When it became apparent that Geor was not going to fall over, and he was not going to tell Harpyn what to do next, Harpyn took it upon himself to return downstairs. First, there was the matter of the parcel, he reasoned. It wouldn’t do to leave it on the stairs where anyone might trip over it. And if he happened to take another peek inside the vault while he was down there, who would be the wiser?
He glanced back at Geor one last time, reassuring himself that the old mage was still upright before he hurried down the first few steps with a feeling of giddiness buzzing through him.

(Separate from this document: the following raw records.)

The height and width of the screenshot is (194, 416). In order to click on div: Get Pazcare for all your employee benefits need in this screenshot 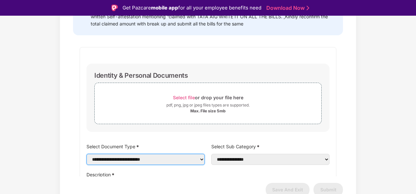, I will do `click(192, 8)`.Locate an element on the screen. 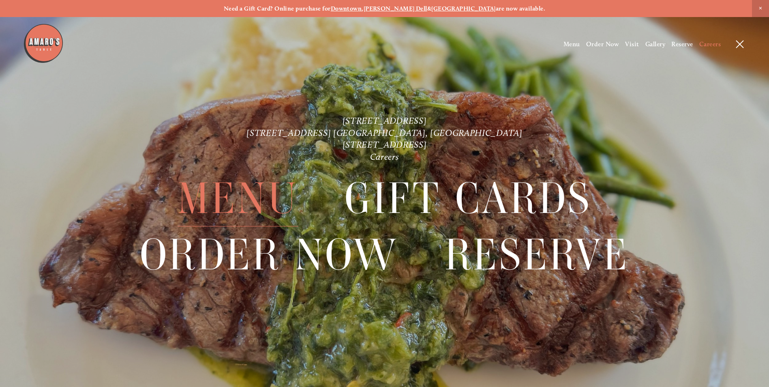 This screenshot has width=769, height=387. span: Visit is located at coordinates (632, 44). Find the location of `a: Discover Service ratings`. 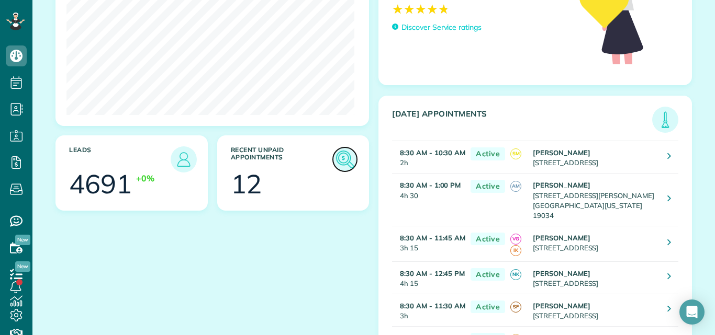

As expected, the parcel was still laying on the step where he’d first dropped it. He scooped it up and tucked it back under his arm, and then hurried over to the open door, pausing just long enough to steady his shaking hands before he pulled it open a little further and looked around the other side.
To his shock and amazement, the room was alive with activity. The weapons and instruments that had lain so quietly on the table before were not moving about the room of their own accord. And they weren’t alone. Gold shimmers flitted in and out of Harpyn’s vision, first in the shape of a horse and then a dragon. Once, he swore he saw a woman with a bird’s face. Everywhere he looked, it seemed that uncontrolled magic was pouring forth, bringing fantastical creatures to life before snuffing them out again in an instant.
It wasn’t until one of those creatures looked straight at him and made a shrill screeching sound that he realized he’d been staring. As soon as the first golden being sounded the alarm, all of the others seemed to take notice. A moment later and every weapon was pointed at him, and the shimmering gold creatures that flitted about their room turned their attention on him, too.
“Sorry to interrupt,” he managed. “I really must be going.”
Now he knew that Geor had not suffered a mere accident in that room, and he was certain he wanted to be as far away from those possessed things as he could. As he darted back up the stairs, he heard the distressed clang of the items throwing themselves at the vault door in his wake.